The Cars went on to produce some of the decade's most enduring singles throughout the 1980s, and "Let's Go" is remembered as part of the early foundation of that remarkable run. The combination of Roy Thomas Baker's production, Ocasek's songwriting efficiency, and the band's collective instrumental precision gave the Cars a consistency that most of their new wave contemporaries could not sustain across multiple album cycles. "Let's Go" demonstrated that the debut had not been a fluke but the opening statement of one of the era's most reliably excellent pop-rock catalogs. The band would go on to place six albums in the Billboard 200 top 20 before their initial dissolution in 1988, a record of sustained commercial achievement that fully vindicated the promise evident in this early single.

02 Song Meaning

Velocity and Cool Detachment: The Emotional World of "Let's Go"

The Cars occupied a unique psychological territory in late-1970s pop music. Where many of their new wave contemporaries dealt in anxiety, irony, or studied alienation, the Cars tended toward a cool, almost clinical detachment that was itself a kind of emotional stance. "Let's Go" operates squarely within this sensibility, taking the conventional pop subject of romantic invitation and stripping away its warmth until only the essential mechanics remain.

Ric Ocasek's songwriting across the Cars' catalog was characterized by a deliberate flatness of affect that some listeners found cold and others found liberating. The absence of conventional emotional pleading or vulnerability in the band's love songs was not an accident but a considered aesthetic position. Where most pop songwriting in the late 1970s still operated within a framework inherited from soul and rock that privileged emotional display, Ocasek's writing kept feeling at arm's length, describing romantic situations from a remove that felt very much like the late-1970s art world's influence on rock music.

The imperative mood of the title and the song's driving structure suggest motion as the primary value. The song is not interested in destination; it is interested in departure, in the act of going itself.
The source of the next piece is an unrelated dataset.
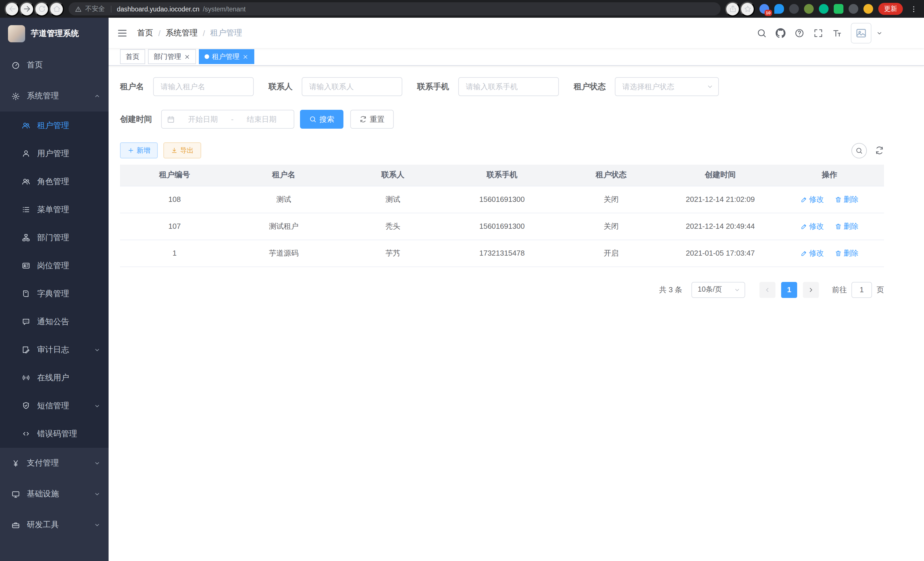 Image resolution: width=924 pixels, height=561 pixels. I want to click on goto-page: 前往 页, so click(858, 290).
This celebration of motion over arrival, of velocity over resolution, was deeply characteristic of the new wave sensibility. The new wave movement had absorbed enough of punk's rejection of the overlong, destination-oriented rock song to value brevity and energy for their own sake, and "Let's Go" delivered those values with particular efficiency.

The song also works as a statement about the Cars' own aesthetic position. Elliot Easton's vocal delivery maintained the cool, slightly affectless quality that the band had established as their signature, refusing the expressiveness that most pop vocals aimed for. This restraint was itself communicative: it said that emotion could be present without being performed, that urgency could be conveyed through rhythm and hook rather than through vocal strain. The new wave era's contribution to pop music was partly this lesson in restraint, the discovery that sometimes the most powerful emotional statement was the one that declined to fully exhibit itself.

Decades later, "Let's Go" endures as a piece of writing that captured a specific historical moment with unusual precision. The song's relentless forward motion and its cool unwillingness to sentimentalize the act of leaving made it a minor document of an era that prized exactly those qualities. The Cars understood something that many of their contemporaries did not: that coolness was not the absence of feeling but a different, harder-to-access form of it.